By Ivan Mahimbi – Wanazuoni Wetu
Scene: A dusty street corner, somewhere in the heart of Africa.
The sun is tired. The air holds the heat of unspoken anger. People pass by, watching quietly as an unusual debate begins...
Scholar (booming with pride):
Look at me from head to toe! These shoes—made in Thailand. This suit? Straight from Italy! The underwear hugging my scholarly body—American. If you steal my body, you steal the world.
My head? It carries degrees like trophies—bachelor, master's, and PhDs that make even thesis pages shiver.
Memeee! Memeee! I am a scholar of this land, a lion in the jungle of minds.
Go ahead, Google my name and let the screen of your computer kneel at my CV!
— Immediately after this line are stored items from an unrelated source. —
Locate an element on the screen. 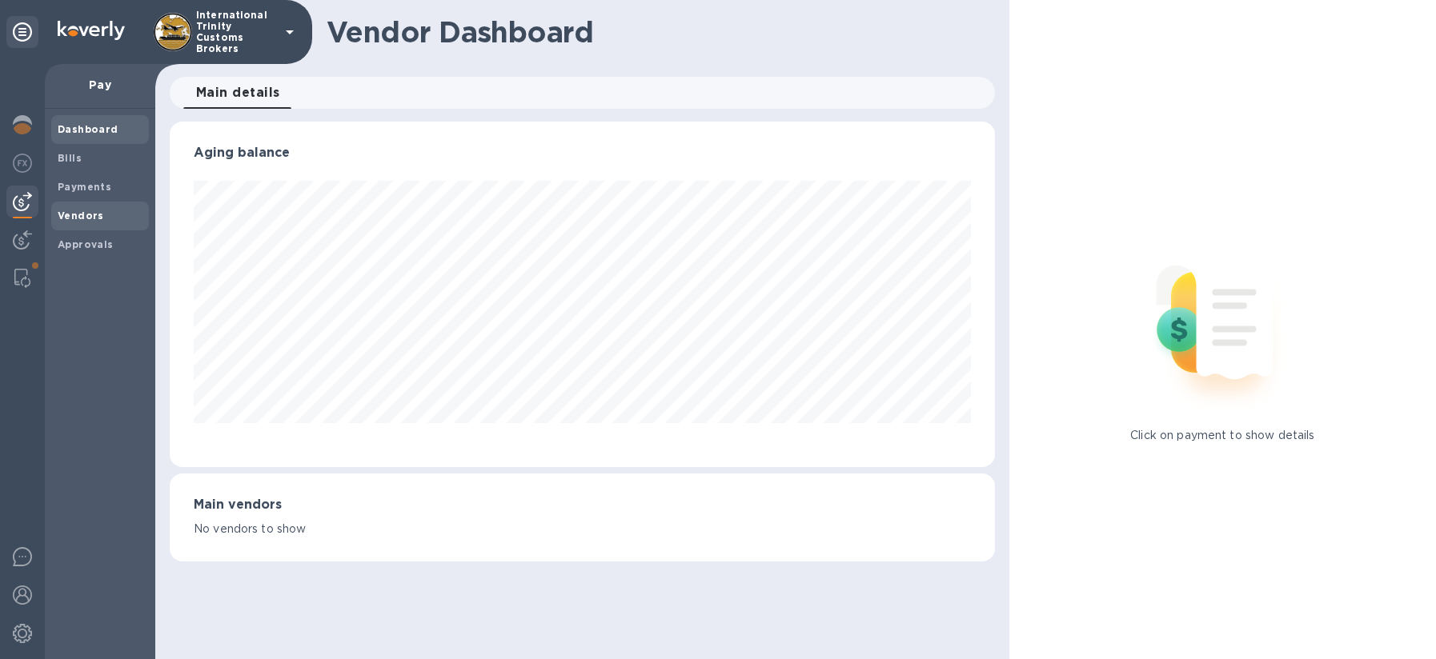  h3: Aging balance is located at coordinates (582, 153).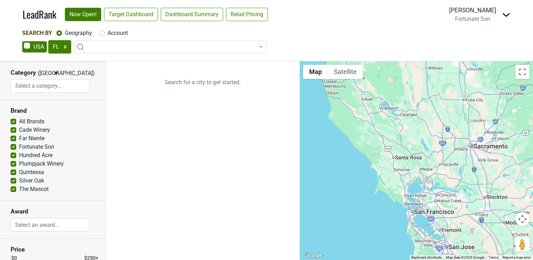 This screenshot has width=533, height=260. Describe the element at coordinates (23, 73) in the screenshot. I see `h3: Category` at that location.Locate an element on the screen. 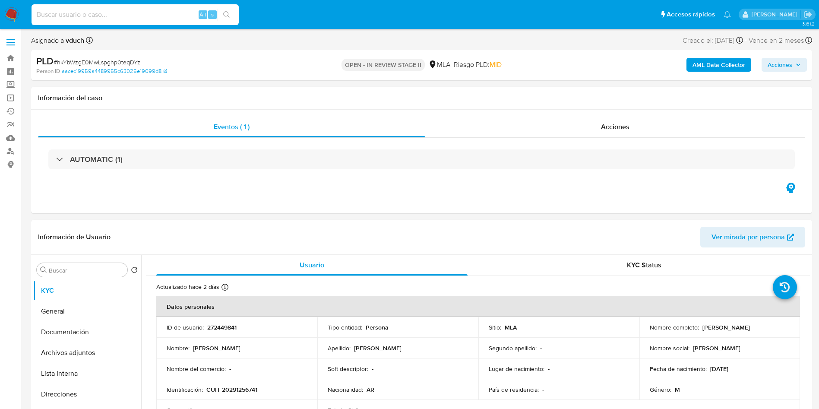 This screenshot has height=409, width=819. p: Género : is located at coordinates (661, 389).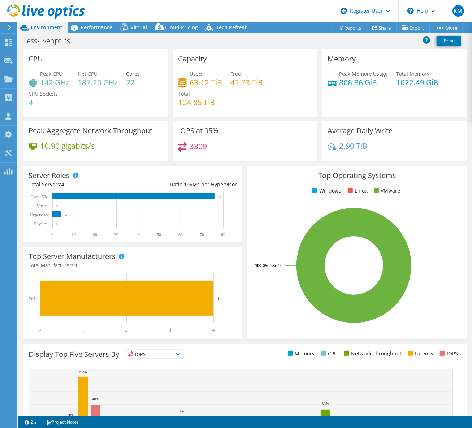  Describe the element at coordinates (55, 82) in the screenshot. I see `h4: 142 GHz` at that location.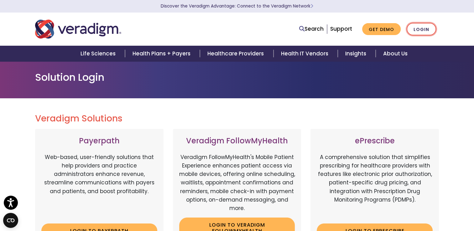 The image size is (474, 231). I want to click on a: Veradigm logo, so click(78, 29).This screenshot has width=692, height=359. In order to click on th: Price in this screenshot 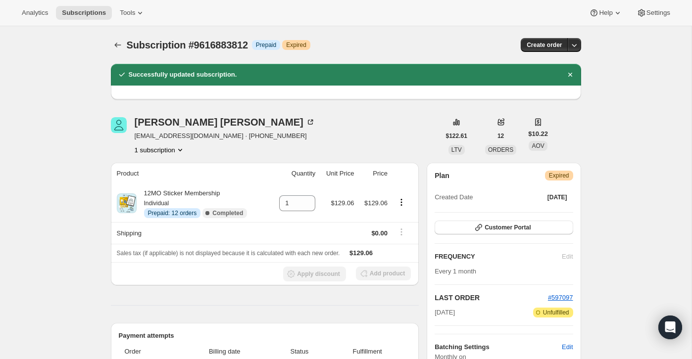, I will do `click(374, 174)`.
(Enter Drunkard, staggering, eyes red with rage and confusion.)
Drunkard (pointing and wobbling):
I've seen you! I’ve seen your pride grow fat. I hold you in contempt and release you with pity. Fool!
Puuuuh! (He falls.)
Scholar:
What do you want, you poor excuse of a man? You’ve drunk your future and now lie beneath my feet.
Drunkard (laughs bitterly):
Why not be poor? You teachers, you scholars—you're the ones who gave us this poverty. Check my pocket. Not even sugar money lives there.
Scholar (mocking):
And yet here you are, near a giant like me, barking like a street dog. Go waste your voice on a scarecrow.
Drunkard (voice cracks):
I sold maize, milked cows, planted dreams—twenty years of sweat to pay school fees. And now?
My son graduates and becomes a thief. A thief! From a family that never knew crime.
Scholar (smirks):
Your child was born foolish. Why blame me for genetics?
Drunkard:
Is that so? Then why did you fail to cure his ignorance?
Scholar:
I showed up every day. Check the records. The fault lies in your blood, not my blackboard.
Drunkard (furious):
Even preachers go to church, yet evil still walks. You enter class, vomit knowledge “Pwaaaaah!”, leave the mess, and exit proudly.
(He staggers like a child learning to walk, falls to his knees, and cries.)
Drunkard (weeping):
Why do you teach things that help no one? Lessons you swallowed from foreign books, digested, and dumped into toilets. Useless, borrowed knowledge.
You’re lazy. Thieves of truth. You copy and paste from the internet like robots, no reflection, no relevance. Wait till the community wakes up! You’ll eat grass!
Scholar (angry):
Look at me, top to bottom! I wear brilliance like armor. You sing tragic songs while I shine. When will you understand what school really means?
Drunkard (defiant):
Ah, now I get it. Education is for you, not us. You won’t get another coin from me to build your precious university toilets. You excrete, you pay.
Scholar (offended):
Take your monkey money to your village schools. We use Western-style sitting toilets, mind you.
Drunkard (laughs hysterically):
Whether sitting or lying down, you still have to push! We’re all the same at the end.
Scholar:
Why am I wasting brain cells on you?
Drunkard (teasing):
You scared of me now? Say something, baby scholar!
Scholar:
Do you even know Bertrand Russell? Nietzsche? Socrates? Confucius? These are giants! I stand with them!
Drunkard:
And what did they do for me? I have my own philosopher—this bottle!
You write exams harder than stone, yet teach no skills. Only "According to this... According to that..."—do you ever say what you believe?
Scholar (defensive):
I’ve seen thousands of students.
Drunkard:
Including my thief son?
Scholar:
No! Your neighbor's son works at the presidential office. He was my student.
Drunkard:
Because his father is a ruling party boss! So your success is my failure?
Scholar:
So your son is a thief because you are a drunkard?
Drunkard:
Then how did my second son—humble and clean—become a soldier in a school with no sitting toilets?
Scholar:
Because the army uses strength, not brains.
Drunkard:
So... my thief son is also “intelligent” in stealing? Thanks to you, teacher?
Scholar (furious, slaps him):
Enough! I will not argue with you anymore!
(He slaps again. The drunkard stumbles but keeps laughing through tears.)
Drunkard (muttering):
You aren’t a scholar. You hate questions. You wear perfume to seduce students. Your body is rotting inside.
You quote dead men. But Lao Tzu said—If you're depressed, you're living in the past. If you're anxious, you're living in the future. If you're at peace, you're living in the present.
And you, scholar, are trapped in the pa-pa-pa-past.
(As the drunkard speaks louder, the scholar walks away fast, ashamed, hiding from the crowd gathering.)
Final Thoughts
Some say the drunkard was a madman.
Others say he was a prophet in disguise.
But everyone agrees: That day, the street became a classroom... and truth, however bitter, was finally spoken.
👉 What do YOU think, dear reader?
Was the scholar right? Or did the drunkard expose the rot in our education system?